Reproductive health conflicts in religiously-affiliated hospitals raise concerns
Because all of the surrounding hospitals with labor and delivery wards are also Catholic, Rachel would have needed to travel over 160 miles to get her tubal ligation covered by her insurance at the same time as her C-section.
Mercy Medical Center in San Francisco is a Catholic hospital, operated as a subsidiary of Dignity Health, California’s largest private health care provider.
Mercy Medical Center is a Catholic-affiliated hospital and the only hospital in the area that specializes in labor and delivery.
Miller, now an attorney residing in Redding, California, in alliance with the ACLU initiated a protest to show their disapproval to the decision that was eventually voiced to her doctor. “Nor does it permit corporate entities to elevate their theological tenets over patient health”.
Dr. Samuel Van Kirk requested that a tubal ligation be performed for Miller after her CS, but Sister Brenda O’Keeffe, vice president Mission Integration and Spiritual Care Services, denied the service in a letter dated April 10. Who knew that God deems care after birth as “evil”? The hospital is a part of Dignity Health, a nonprofit that operates 40 hospitals – 22 of which are Catholic – in California, Nevada and Arizona. She enlisted the help of attorneys with the American Civil Liberties Union, who said they would file a discrimination suit if the woman was denied pregnancy-related care on religious grounds. Had Miller not gone through the ACLU she would have had to go to a different hospital much farther than her Redding home. The public corporation argued on the fact that Miller’s request did not conform to the Catholic Church’s sterilization policy which only gives such consent on procedures to cure or alleviate serious pathological cases when a relatively simpler treatment unavailable.
“That’s great that they are willing to do that for some women”, Gill said.
In the August 25 statement, the ACLU stated, “While we’re grateful Mercy Medical has agreed to provide medical care in this instance for Ms. Miller, the reality remains that there is a clear conflict between the best interests of patients and the directives of the Catholic hospital system”.
“This is a decision that I made with my family and my doctor and no one else should be involved in that process”, said Miller in a statement. According to the ERD document, “Direct sterilization of either men or women, whether permanent or temporary, is not permitted in a Catholic health care institution”.
The number of Catholic hospitals from United States that ban sterilization procedures are on the rise, according to a chart featured in ProPublica earlier this year. The shift has anxious many ob-gyns.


WORK TO COMPLETE: Within the lines below, the span from the line with "This screenshot has height=404, width=769." to the line with "pyautogui.click(x=<x>, y=<y>)", both ends included, is to be reproduced exactly, with pictures omitted.

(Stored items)
◆ ◆ ◆ ◆

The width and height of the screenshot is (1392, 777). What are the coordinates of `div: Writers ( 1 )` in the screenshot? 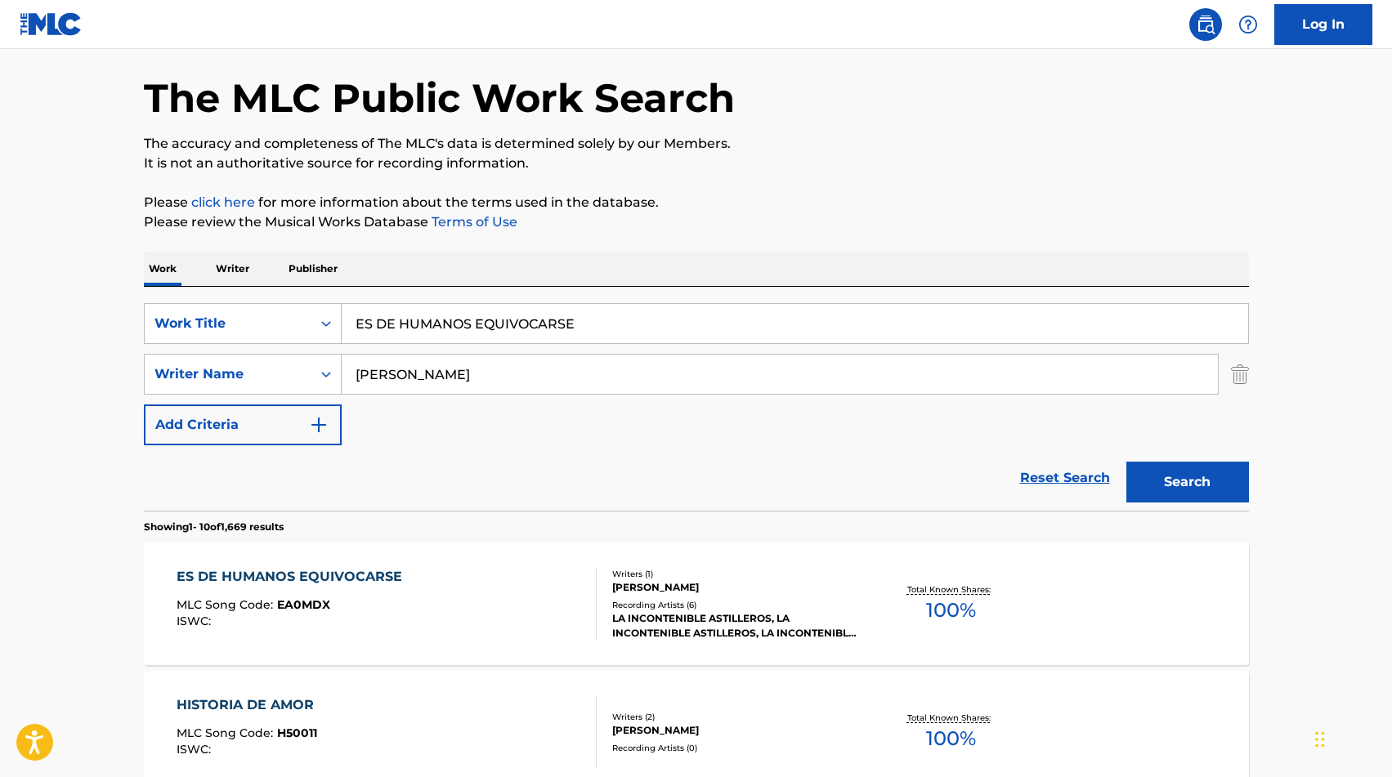 It's located at (736, 574).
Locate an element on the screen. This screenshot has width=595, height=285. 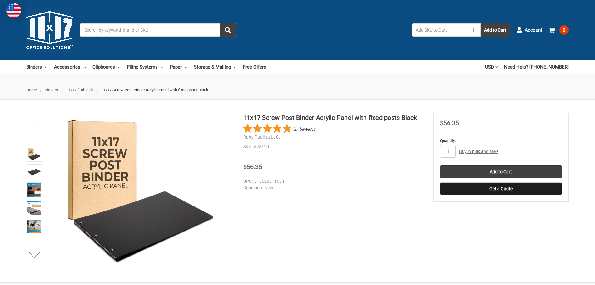
span: 2 Reviews is located at coordinates (305, 128).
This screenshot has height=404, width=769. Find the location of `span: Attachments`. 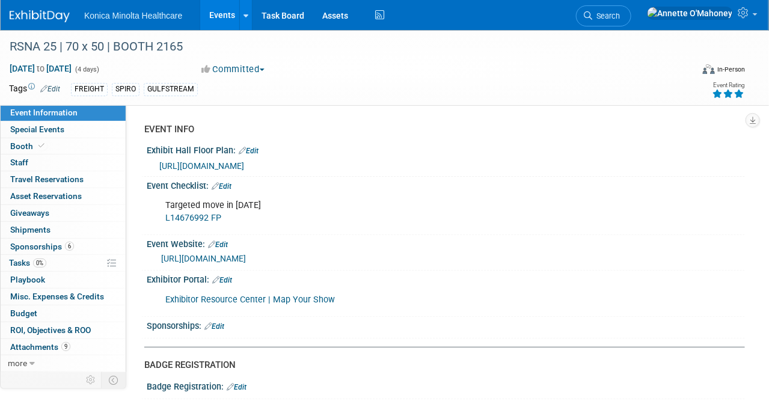

span: Attachments is located at coordinates (40, 347).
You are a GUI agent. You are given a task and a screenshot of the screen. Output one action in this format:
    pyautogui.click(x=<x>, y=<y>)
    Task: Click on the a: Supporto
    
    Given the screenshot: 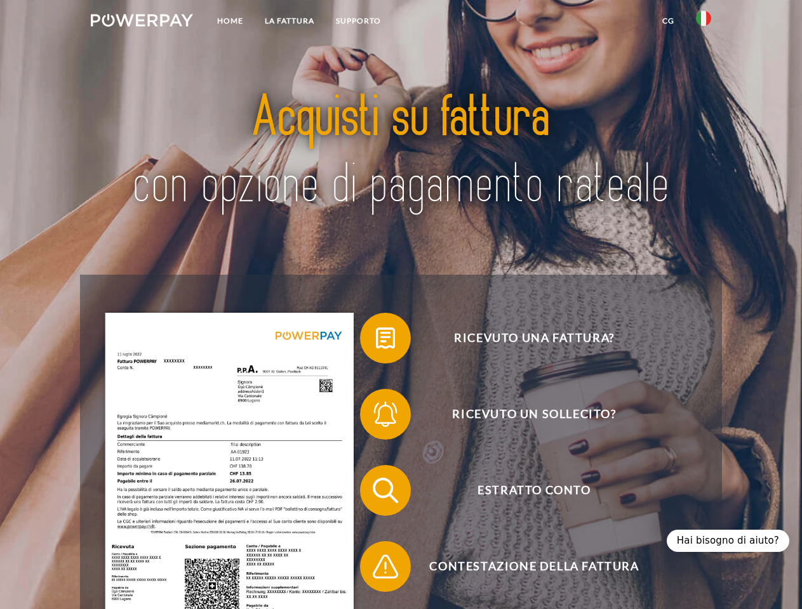 What is the action you would take?
    pyautogui.click(x=358, y=21)
    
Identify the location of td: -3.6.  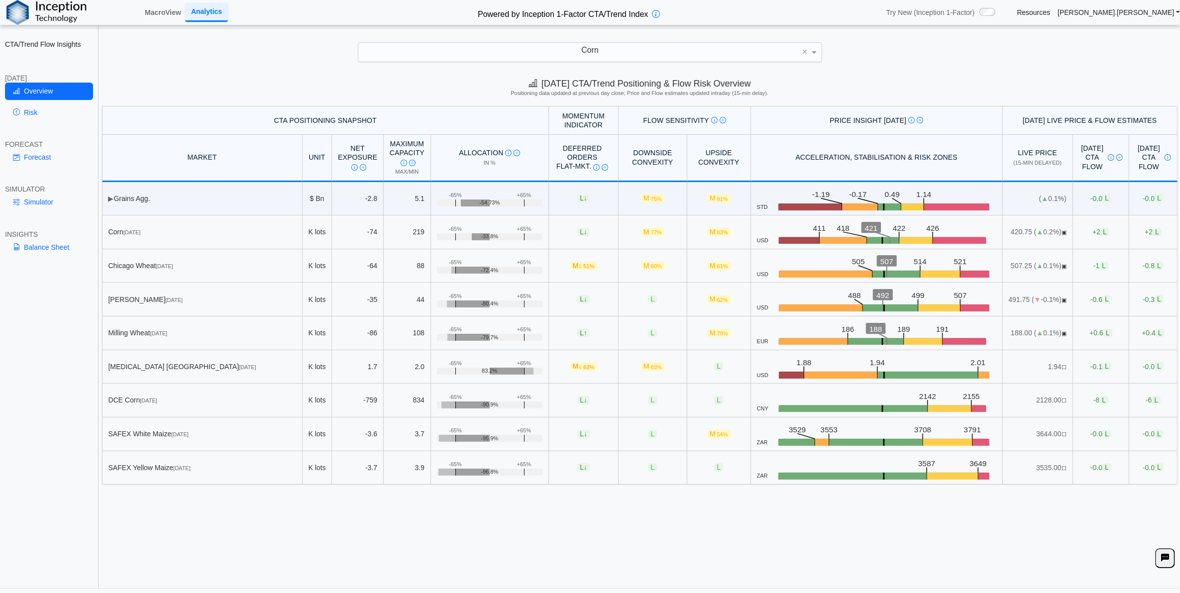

◆ ◆ ◆ ◆

SOLUTION TO THIS EXERCISE:
This screenshot has height=404, width=769. Find the location of `span: Attachments`. 

span: Attachments is located at coordinates (40, 347).
You are a GUI agent. You are given a task and a screenshot of the screen. Output one action in this format:
    pyautogui.click(x=<x>, y=<y>)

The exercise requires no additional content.